Silly, isn't it? But it could just be more real than we would like considering the Department of Homeland Security's program 287(g) permitting immigration enforcement to be handled by local sheriffs, most of whom are elected politicians without prior law enforcement experience and are utterly untrained in the complexities of one of the nation's most difficult problems. In many venues they are basically summons servers and jailers.
In Cobb County Georgia, where the population is 11 percent Hispanic, the sheriff has touched off a firestorm of protest by filing a felony charge against a 21-year-old undocumented college student who has been in this country since she was 11. What was her crime? She gave the police a false address. However, according to her lawyer, she did give them the address where she used to live and where her car insurance is registered. He said she also provided police with her current address.
The student, Jessica Colotl, is a Mexican immigrant brought here as a child with her parents. She surrendered to the sheriff and was released on $2,500 bond, telling reporters she was treated like a criminal who was a threat to the nation. Earlier her supporters, including the president of the university she attends and where she has an exemplary academic record, convinced U.S. Immigration and Customs Enforcement authorities to free her from a detention center. They granted her a one-year reprieve from deportation so she could graduate.
Colotl was initially apprehended for the heinous crime of "impeding traffic" whatever that means. The arresting officer was a highly trained immigration specialist and traffic monitor - i.e. a campus cop.
This particular case has broad national repercussions with all the elements of the national immigration problems. It includes local politics, the increasingly virile Hispanic voting bloc; the cost of educating illegals at all three levels - elementary, secondary, and college - and the question of basic fairness. Jessica has been paying instate tuition at Kennesaw State University near Atlanta. She now must pay the higher out-of-state fees as an illegal.
Most importantly it highlights the growing rift, as has the much-publicized Arizona law giving police jurisdiction over immigration, between the federal authorities and state and local politicians over how illegal immigrants are detected and prosecuted. According to press reports, civil rights leaders have charged that Cobb County historically uses federal laws aimed at detecting dangerous criminals to arrest illegal immigrants for minor offenses. It is an allegation backed up by an Atlanta newspaper investigation that showed from 2007-09 the main crime for which immigrants were detained was traffic related.
Of course not all sheriffs' departments are incompetent or mean spirited as is charged. But it is safe to say a significant number are more interested in which way the political winds are blowing than in dealing out justice soundly and fairly, especially in areas of the country where they wield considerable power. Traditionally, they are an office that is rewarded by lucrative jail contracts and other fees. It seems unbelievable that Homeland Security officials would turn them loose on such a complex situation.
All of this is the result of chaos caused by congressional inaction. That vacuum is being filled by a patchwork of state and local policies that have failed not only to quell the worst elements in the illegal immigration flow but also to provide for the best immigrants to become citizens or documented workers. Without some coherent overall plan it can only get worse.
Jessica Colotl told reporters that she is hoping for the adoption of the Development, Relief and Education for Illegal Minors Act that would provide students with a path to become legal. She probably should not hold her breath until that occurs. Or for that matter until Andy returns to get her out of the jam she is in with Barney.
Dan K. Thomasson is former editor of the Scripps Howard News Service.












Follow us on Twitter!
It is a mark of his lack of integrity that he slurs Sheriff Warren. Obviously his sources are the Atlanta newspaper's so-called investigation, that failing newspaper to our south.
What a litany of stupid suppositions and half-baked statements. First he repeats the canard that Colotl has an "exemplary academic record." Acquaintances of mine, who are in the know, assert that the student has a C average at best, hardly exemplary but average. Then he engages in the cowardly liberal's method of arguing--smary and dishonest ridicule. Barny Fife, indeed. This is the kind of liberal sanctimony and childishness that is familiar to anyone who has the misfortune to argue with a lib or read their writings.
Since the MDJ for some reason does not print email addresses, here's this worthy's email:
(E-mail Dan K. Thomasson, former editor of the Scripps Howard News Service, at thomassondan(at)aol.com.).
Set his mail box on fire!!
He says Ms. Colotl was discovered as an illegal by the trivial activity of a traffic violation (plus not having a driver's license, plus lying about her address). If illegals cannot be identified after these violations, when can they be identified? It sounds very much like Thomasson doesn't doesn't want them identified under any circumstances.
His characterization of the campus policeman as incompetent is at odds with the "campus cop" treated Ms. Colotl during the entire episode.
Calling the Cobb County Sheriff a "Barney Fife" and implying that he couldn't be considered competent because he had been elected is stupid as well as ironic. All of the people actually responsible for the immigration mess are elected,including congress and the president!
As for Mr. Thomasson, he couldn't even be elected to be a campus cop!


Prompt: Copy out the whole listing exactly as written, leaving the pictures behind.

____ Recorded data

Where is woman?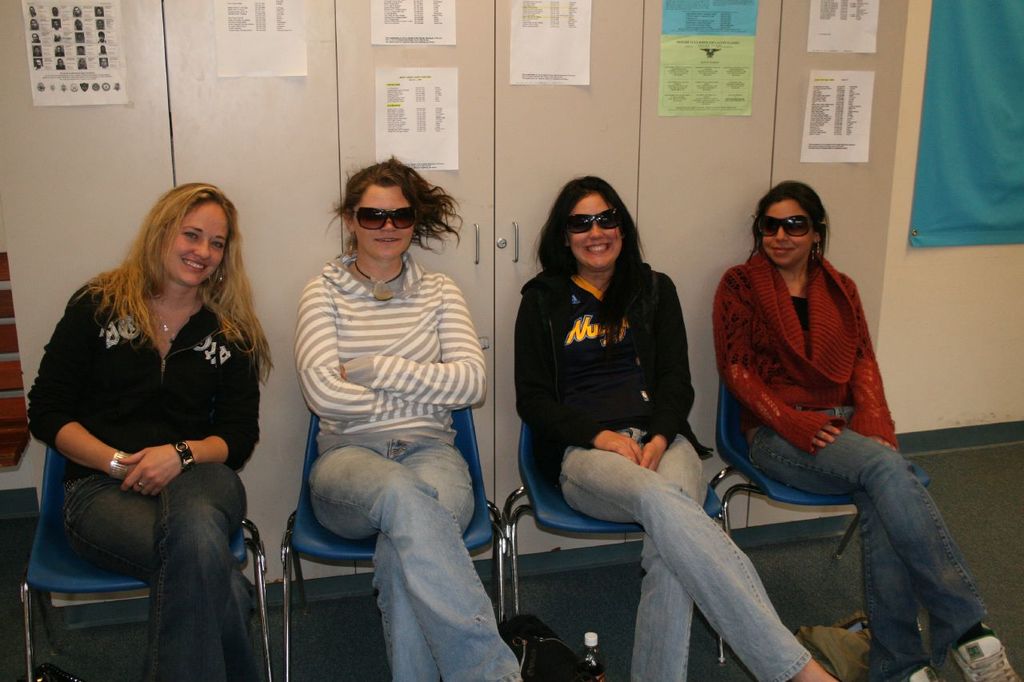
rect(514, 180, 847, 681).
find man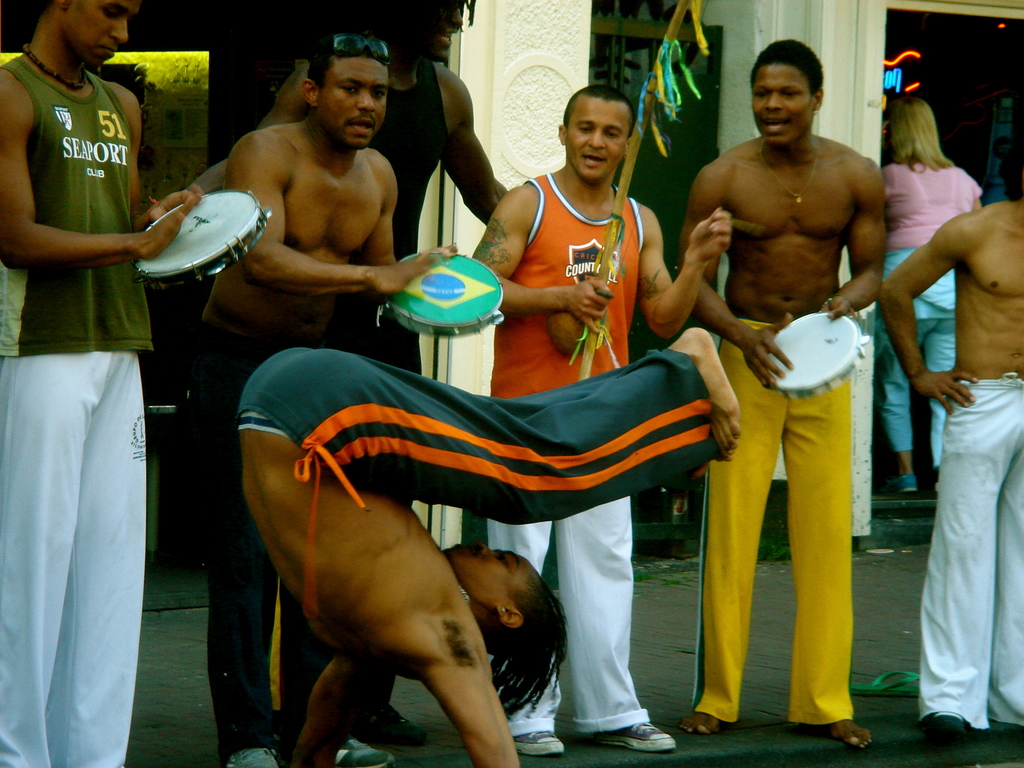
0, 0, 205, 767
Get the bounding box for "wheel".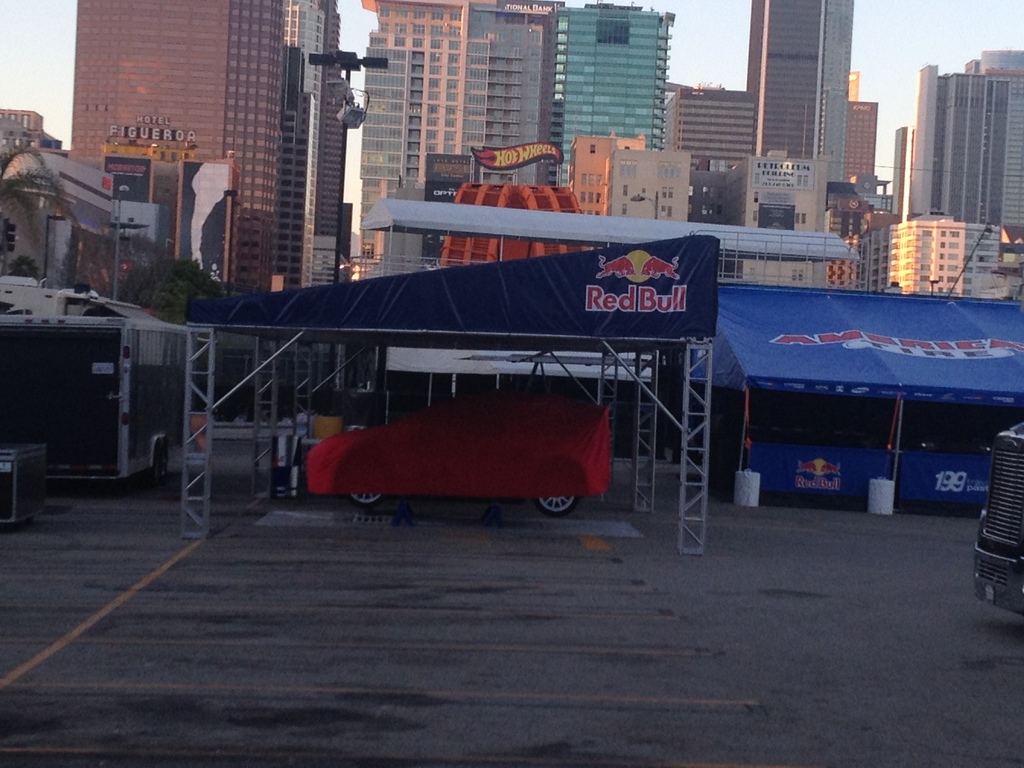
{"left": 348, "top": 481, "right": 377, "bottom": 512}.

________

Response to the exercise:
Where is woman?
rect(514, 180, 847, 681).
find man
0, 0, 205, 767
Get the bounding box for "wheel".
{"left": 348, "top": 481, "right": 377, "bottom": 512}.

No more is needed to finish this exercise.